My wife walks into the grocery store and opens Jottpad on her iPhone. This initial syncing when you launch Jottpad I’ll call “Munging” - basically figuring out everything that has changed since the last time you launched Jottpad on the iPhone. The idea here is to only send data from the iPhone to Jottpad.com which has not been synced & only send data from Jottpad.com to the iPhone which has not been synced. This initial Munge, each time you launch Jottpad, is by far the most logic (lines of code) & data intensive (amount of data elements to compare) operation so it needs to be fast, reliable, & most importantly just work.

  • In this case everything on the iPhone has been synced to Jottpad.com so the initial Munge is asking for anything that might have changed since the last sync on Jottpad.com
  • Jottpad.com gets the Munge request.

    • Check the payload from the iPhone for any changes - in this case nothing.
    • Determine if anything has changed on Jottpad.com that needs synced to this iPhone.
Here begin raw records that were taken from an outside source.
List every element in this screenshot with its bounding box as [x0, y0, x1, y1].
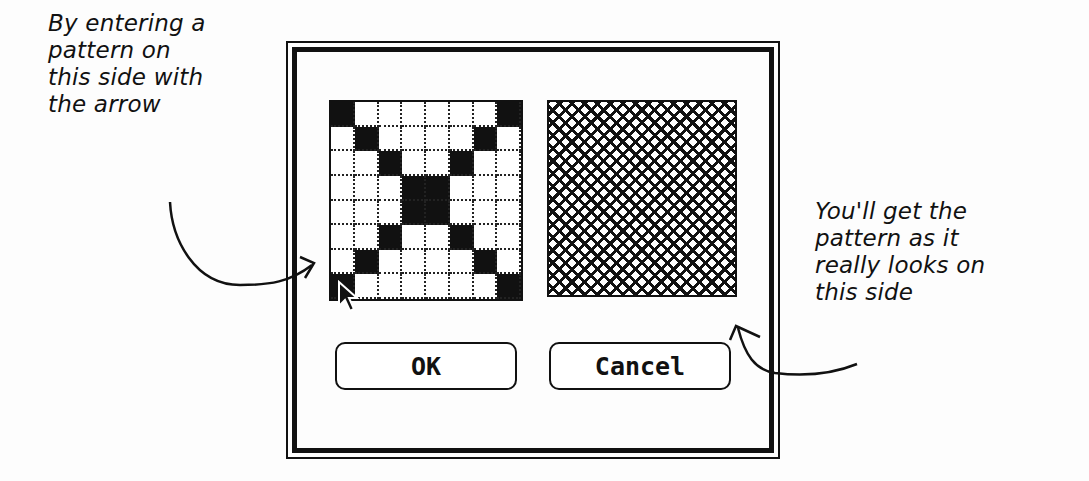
left-pointer-arrow-icon	[170, 202, 314, 285]
annotation-arrows	[0, 0, 1089, 481]
right-pointer-arrow-icon	[730, 326, 857, 374]
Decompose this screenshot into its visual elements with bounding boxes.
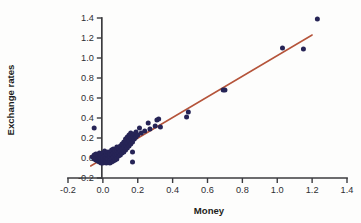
- data-point: [147, 127, 152, 132]
- data-point: [186, 110, 191, 115]
- data-point: [146, 121, 151, 126]
- data-point: [130, 160, 135, 165]
- y-tick-label: 0.8: [81, 73, 94, 83]
- y-tick-label: 0.4: [81, 113, 94, 123]
- data-point: [280, 46, 285, 51]
- chart-canvas: -0.20.00.20.40.60.81.01.21.4 -0.20.00.20…: [0, 0, 361, 223]
- data-point: [222, 88, 227, 93]
- x-tick-label: 1.4: [341, 185, 354, 195]
- data-point: [301, 47, 306, 52]
- y-tick-label: 0.2: [81, 133, 94, 143]
- data-points-group: [90, 17, 320, 166]
- data-point: [142, 129, 147, 134]
- data-point: [153, 124, 158, 129]
- x-tick-label: 1.0: [271, 185, 284, 195]
- y-tick-label: 1.2: [81, 33, 94, 43]
- x-tick-label: -0.2: [60, 185, 76, 195]
- x-tick-label: 0.6: [201, 185, 214, 195]
- data-point: [137, 126, 142, 131]
- data-point: [158, 125, 163, 130]
- y-axis-title: Exchange rates: [5, 65, 16, 136]
- y-tick-label: 1.0: [81, 53, 94, 63]
- x-tick-label: 1.2: [306, 185, 319, 195]
- data-point: [184, 115, 189, 120]
- data-point: [92, 126, 97, 131]
- y-tick-label: 0.6: [81, 93, 94, 103]
- scatter-chart-figure: -0.20.00.20.40.60.81.01.21.4 -0.20.00.20…: [0, 0, 361, 223]
- data-point: [156, 117, 161, 122]
- x-tick-label: 0.0: [96, 185, 109, 195]
- x-tick-label: 0.8: [236, 185, 249, 195]
- y-tick-label: 1.4: [81, 13, 94, 23]
- y-tick-label: -0.2: [78, 173, 94, 183]
- x-axis-title: Money: [194, 205, 225, 216]
- data-point: [130, 150, 135, 155]
- x-axis-ticks: -0.20.00.20.40.60.81.01.21.4: [60, 178, 353, 195]
- data-point: [315, 17, 320, 22]
- x-tick-label: 0.4: [166, 185, 179, 195]
- x-tick-label: 0.2: [131, 185, 144, 195]
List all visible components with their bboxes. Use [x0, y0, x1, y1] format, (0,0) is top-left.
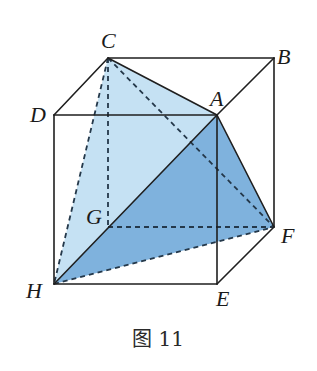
edge-ab	[217, 58, 274, 115]
label-a: A	[208, 86, 224, 111]
label-b: B	[277, 44, 290, 69]
label-e: E	[215, 286, 230, 311]
label-d: D	[29, 102, 46, 127]
cube-tetrahedron-diagram: C B A D G F H E 图 11	[0, 0, 317, 371]
label-h: H	[25, 278, 43, 303]
label-g: G	[86, 204, 102, 229]
label-c: C	[101, 28, 116, 53]
figure-caption: 图 11	[132, 327, 184, 351]
label-f: F	[280, 223, 295, 248]
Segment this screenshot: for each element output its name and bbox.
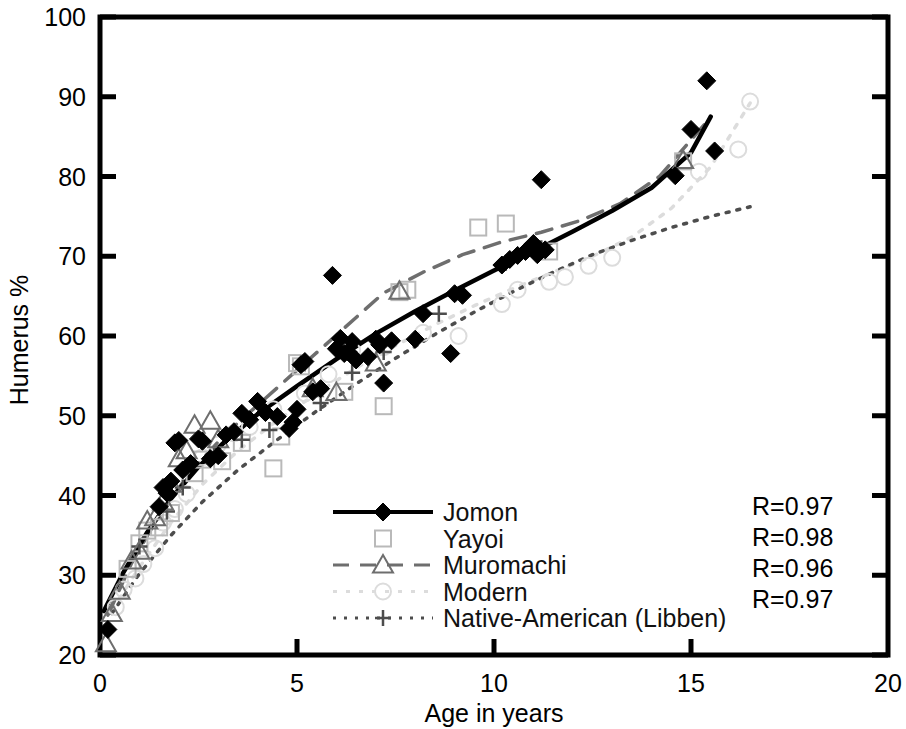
x-tick-label: 10 — [480, 669, 508, 697]
r-value: R=0.97 — [752, 492, 833, 520]
r-value: R=0.96 — [752, 554, 833, 582]
y-tick-label: 80 — [58, 163, 86, 191]
x-tick-label: 15 — [677, 669, 705, 697]
r-value: R=0.98 — [752, 523, 833, 551]
y-axis-title: Humerus % — [5, 275, 33, 406]
x-axis-title: Age in years — [425, 699, 564, 727]
y-tick-label: 20 — [58, 641, 86, 669]
legend-label: Yayoi — [443, 525, 504, 553]
x-tick-label: 5 — [290, 669, 304, 697]
y-tick-label: 60 — [58, 322, 86, 350]
scatter-plot-svg: 2030405060708090100 05101520 Age in year… — [0, 0, 906, 729]
chart-figure: 2030405060708090100 05101520 Age in year… — [0, 0, 906, 729]
legend-label: Modern — [443, 578, 528, 606]
legend-label: Native-American (Libben) — [443, 604, 726, 632]
legend-label: Jomon — [443, 498, 518, 526]
y-tick-label: 50 — [58, 402, 86, 430]
y-tick-label: 100 — [44, 3, 86, 31]
x-tick-label: 0 — [93, 669, 107, 697]
x-tick-label: 20 — [874, 669, 902, 697]
y-tick-label: 30 — [58, 561, 86, 589]
y-tick-label: 90 — [58, 83, 86, 111]
y-tick-label: 70 — [58, 242, 86, 270]
y-tick-label: 40 — [58, 482, 86, 510]
legend-label: Muromachi — [443, 551, 567, 579]
r-value: R=0.97 — [752, 585, 833, 613]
Yes - we have a new List - this needs sent back down.
  • iPhone gets response from Jottpad.com with info about new List. Do the add and send the SyncAck back to Jottpad.com.
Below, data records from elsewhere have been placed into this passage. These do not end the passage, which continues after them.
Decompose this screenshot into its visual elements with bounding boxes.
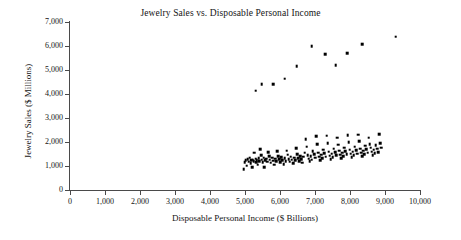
data-point xyxy=(310,45,313,48)
data-point xyxy=(356,152,359,155)
data-point xyxy=(263,166,266,169)
y-tick-label: 1,000 xyxy=(45,161,63,170)
data-point xyxy=(272,83,275,86)
x-tick-label: 5,000 xyxy=(236,197,254,206)
x-tick-mark xyxy=(385,190,386,195)
y-tick-label: 4,000 xyxy=(45,89,63,98)
data-point xyxy=(315,135,318,138)
data-point xyxy=(324,155,327,158)
x-tick-label: 3,000 xyxy=(166,197,184,206)
data-point xyxy=(316,143,319,146)
data-point xyxy=(256,164,259,167)
data-point xyxy=(380,146,383,149)
data-point xyxy=(357,133,360,136)
data-point xyxy=(336,136,339,139)
x-tick-mark xyxy=(315,190,316,195)
x-axis-title: Disposable Personal Income ($ Billions) xyxy=(70,213,420,223)
x-tick-mark xyxy=(245,190,246,195)
data-point xyxy=(296,65,299,68)
chart-title: Jewelry Sales vs. Disposable Personal In… xyxy=(0,8,461,18)
x-tick-mark xyxy=(210,190,211,195)
x-tick-label: 2,000 xyxy=(131,197,149,206)
data-point xyxy=(368,143,371,146)
x-tick-mark xyxy=(420,190,421,195)
data-point xyxy=(313,153,316,156)
x-tick-mark xyxy=(105,190,106,195)
y-tick-label: 2,000 xyxy=(45,137,63,146)
data-point xyxy=(325,134,328,137)
data-point xyxy=(300,158,303,161)
data-point xyxy=(367,136,370,139)
y-axis-title: Jewelry Sales ($ Millions) xyxy=(23,31,33,191)
x-tick-label: 10,000 xyxy=(409,197,431,206)
data-point xyxy=(335,154,338,157)
data-point xyxy=(302,156,305,159)
data-point xyxy=(242,168,245,171)
data-point xyxy=(261,83,264,86)
x-tick-label: 6,000 xyxy=(271,197,289,206)
data-point xyxy=(346,52,349,55)
data-point xyxy=(253,151,256,154)
data-point xyxy=(358,140,361,143)
data-point xyxy=(344,150,347,153)
data-point xyxy=(345,153,348,156)
data-point xyxy=(324,53,327,56)
data-point xyxy=(312,150,315,153)
data-point xyxy=(343,146,346,149)
data-point xyxy=(366,151,369,154)
data-point xyxy=(276,150,279,153)
data-point xyxy=(334,64,337,67)
data-point xyxy=(379,142,382,145)
y-tick-label: 3,000 xyxy=(45,113,63,122)
y-tick-label: 7,000 xyxy=(45,17,63,26)
data-point xyxy=(378,133,381,136)
data-point xyxy=(259,148,262,151)
data-point xyxy=(305,146,308,149)
plot-area xyxy=(70,22,420,190)
chart-figure: Jewelry Sales vs. Disposable Personal In… xyxy=(0,0,461,240)
data-point xyxy=(376,147,379,150)
data-point xyxy=(283,78,286,81)
data-point xyxy=(273,164,276,167)
data-point xyxy=(375,144,378,147)
x-tick-mark xyxy=(280,190,281,195)
data-point xyxy=(267,151,270,154)
data-point xyxy=(333,147,336,150)
data-point xyxy=(314,157,317,160)
data-point xyxy=(394,36,397,39)
data-point xyxy=(304,138,307,141)
data-point xyxy=(282,163,285,166)
x-tick-mark xyxy=(175,190,176,195)
x-tick-mark xyxy=(350,190,351,195)
x-tick-label: 0 xyxy=(68,197,72,206)
y-tick-label: 0 xyxy=(59,185,63,194)
x-tick-label: 1,000 xyxy=(96,197,114,206)
data-point xyxy=(245,164,248,167)
y-tick-label: 6,000 xyxy=(45,41,63,50)
data-point xyxy=(285,149,288,152)
data-point xyxy=(255,89,258,92)
data-point xyxy=(326,142,329,145)
x-tick-label: 7,000 xyxy=(306,197,324,206)
data-point xyxy=(292,162,295,165)
x-tick-label: 8,000 xyxy=(341,197,359,206)
data-point xyxy=(251,166,254,169)
x-tick-label: 9,000 xyxy=(376,197,394,206)
data-point xyxy=(364,145,367,148)
y-tick-label: 5,000 xyxy=(45,65,63,74)
x-tick-label: 4,000 xyxy=(201,197,219,206)
x-tick-mark xyxy=(140,190,141,195)
data-point xyxy=(355,149,358,152)
data-point xyxy=(295,147,298,150)
data-point xyxy=(322,148,325,151)
x-tick-mark xyxy=(70,190,71,195)
data-point xyxy=(337,144,340,147)
data-point xyxy=(334,151,337,154)
data-point xyxy=(361,43,364,46)
data-point xyxy=(377,151,380,154)
data-point xyxy=(323,152,326,155)
data-point xyxy=(346,134,349,137)
data-point xyxy=(354,146,357,149)
data-point xyxy=(365,148,368,151)
data-point xyxy=(347,141,350,144)
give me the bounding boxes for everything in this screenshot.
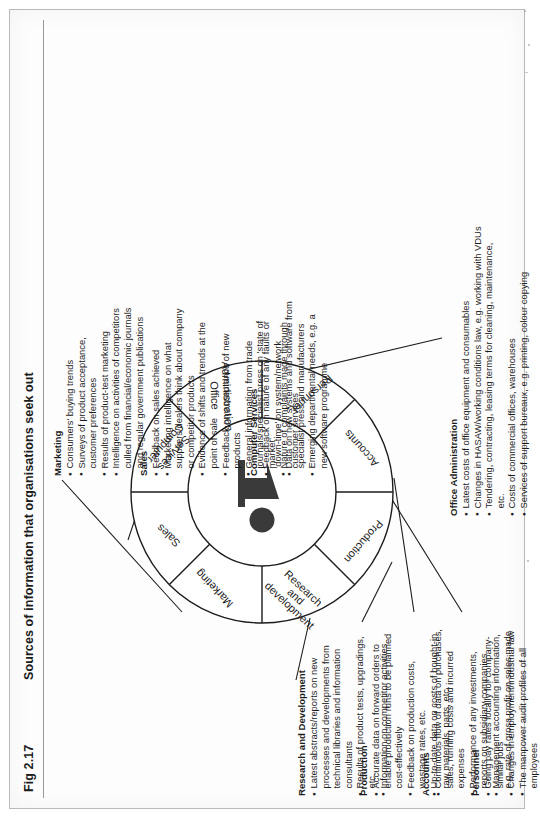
block-heading-accounts: Accounts (420, 620, 432, 796)
block-heading-production: Production (358, 626, 370, 796)
list-item: Latest abstracts/reports on new processe… (308, 626, 354, 796)
list-item: Evidence of shifts and trends at the poi… (196, 300, 219, 476)
list-item: Services of support bureaux, e.g. printi… (518, 226, 530, 516)
list-item: Surveys of product acceptance, customer … (76, 300, 99, 476)
figure-page: Fig 2.17 Sources of information that org… (9, 9, 525, 809)
list-item: The manpower audit profiles of all emplo… (517, 620, 540, 796)
text-block-computer-services: Computer Services Feedback on nature of … (248, 300, 330, 476)
list-item: Costs of commercial offices, warehouses (506, 226, 518, 516)
list-item: Feedback on sales achieved (150, 300, 162, 476)
list-item: Emerging departmental needs, e.g. a new … (306, 300, 329, 476)
block-list-office-administration: Latest costs of office equipment and con… (460, 226, 530, 516)
list-item: Feedback on nature of any faults or 'dow… (260, 300, 283, 476)
page-sheet: Fig 2.17 Sources of information that org… (9, 9, 525, 809)
scan-speck (524, 10, 526, 12)
block-list-computer-services: Feedback on nature of any faults or 'dow… (260, 300, 330, 476)
list-item: Accurate data on forward orders to enabl… (370, 626, 405, 796)
list-item: Latest costs of office equipment and con… (460, 226, 472, 516)
block-heading-research-and-development: Research and Development (296, 626, 308, 796)
figure-number: Fig 2.17 (22, 745, 36, 792)
text-block-office-administration: Office Administration Latest costs of of… (448, 226, 530, 516)
scan-speck (527, 560, 529, 562)
list-item: Changes in HASAW/working conditions law,… (472, 226, 484, 516)
list-item: Marketing intelligence on what suppliers… (162, 300, 197, 476)
list-item: Going pay rates locally for company-simi… (482, 620, 505, 796)
block-list-personnel: Going pay rates locally for company-simi… (482, 620, 540, 796)
block-heading-office-administration: Office Administration (448, 226, 460, 516)
list-item: Data on new systems and software from sp… (283, 300, 306, 476)
scan-speck (525, 72, 528, 73)
text-block-marketing: Marketing Consumers' buying trends Surve… (52, 300, 145, 476)
figure-title: Sources of information that organisation… (22, 372, 36, 680)
block-heading-marketing: Marketing (52, 300, 64, 476)
block-heading-personnel: Personnel (470, 620, 482, 796)
scan-speck (523, 700, 525, 702)
scan-speck (528, 44, 530, 46)
block-heading-computer-services: Computer Services (248, 300, 260, 476)
list-item: Changes in employment/industrial law (505, 620, 517, 796)
list-item: Consumers' buying trends (64, 300, 76, 476)
list-item: Tendering, contracting, leasing terms fo… (483, 226, 506, 516)
block-heading-sales: Sales (138, 300, 150, 476)
list-item: Continuous flow of data on purchases, sa… (432, 620, 467, 796)
text-block-personnel: Personnel Going pay rates locally for co… (470, 620, 540, 796)
list-item: Results of product-test marketing (99, 300, 111, 476)
block-list-marketing: Consumers' buying trends Surveys of prod… (64, 300, 145, 476)
header-rule (43, 20, 44, 798)
list-item: Feedback on acceptance of new products (220, 300, 243, 476)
  • Jottpad.com receives SyncAck & marks the new List as synced.

This is a simple Munging scenario but the underlying logic is the same regardless - only send the data elements which have been modified, added, or deleted since the last sync.

Multiple Devices
Syncing with one device is easy - you can hack in a couple extra columns on the List & Item records for LastSyncDate and call it a day. When you start syncing with multiple devices the complexity grows quickly. Along with that complexity comes a bunch of potential bugs & edge cases. Again, this seems like common sense, but it bit me in the ass when my first design for syncing fell apart.

Delete
Delete, it seems so easy. Swipe right on the iPhone, tap Delete. I found Delete Sync logic to be the most convoluted of the three Sync actions - Add, Modify, Delete.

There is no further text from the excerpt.